UPDATE: Police are reportedly examining a bag containing a laptop and a phone dumped in a bin near the London home of Rebekah Brooks, the former News International executive who was arrested over the weekend.

The Guardian reports that the bag was found in an underground car park and turned over to security Monday afternoon. Shortly after, Brooks’ husband, Charlie, arrived to try to reclaim the bag but security refused and instead turned the bag over to police.

Through a spokesman, Brooks’ husband told the paper that the bag and its contents belonged to him, and that he had left them with a friend who accidentally dropped them off in the wrong part of the garage. Maintenance staff “thought it was rubbish and put it in the bin,” according to the spokesman.

Police are now examining security footage taken in the garage to uncover who dropped the bag in the bin, according to the report.

Rebekah Brooks resigned last week as the CEO of News International, the British newspaper arm of Rupert Murdoch’s media empire.

Original Post Sunday at 11:25 a.m.: Rebekah Brooks has been arrested in connection with an investigation into phone hacking and bribery at News Corp’s News of the World.

The 43-year-old Brooks, who on Friday resigned as chief executive of the shuttered paper’s parent company News International, was arrested on suspicion of conspiracy and corruption, and turned herself in to a London police station, according to the BBC. She was the tenth person to be arrested in the investigation.

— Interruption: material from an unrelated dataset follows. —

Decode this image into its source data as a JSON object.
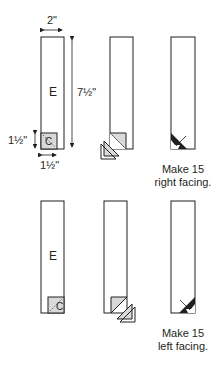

Though Brooks went to the station voluntarily, her spokesperson told the Associated Press that she wasn't aware she would be arrested.

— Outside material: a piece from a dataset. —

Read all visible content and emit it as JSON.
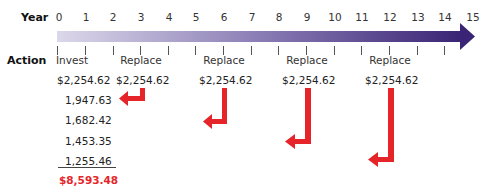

The ex-chief is scheduled to go before a committee of British Parliament this week that is investigating the allegations of hacking and bribery. But the arrest throws her planned testimony into uncertainty, because she wouldn’t have to answer questions from the committee that might sway the separate criminal investigation.

Meanwhile Scotland Yard is reeling from revelations about the cozy relations between top police officials and employees at News of the World. The Washington Post reports:

“At stake is the prestige of a 182-year-old force, with an independent inquiry set to probe corruption and mismanagement at all levels of the institution and threatening the jobs of top officials at a time when they are gearing up for a massive operation for the 2012 Olympic Games.

The scandal centers on allegations that Rupert Murdoch’s News of the World tabloid for years used illegal methods for newsgathering, including passing fat envelopes of cash to officers and tapping into the private messages of thousands of British citizens …”

Brooks has maintained that she had no knowledge of the phone hacking and alleged police bribery that brought News International to its knees in recent weeks, but she was editor of News of the World from 2000 to 2003, when the phone of a young girl, Milly Dowler, was hacked.

“My resignation makes it possible for me to have the freedom and the time to give my full cooperation to all the current and future inquiries, the police investigations and the CMS appearance.”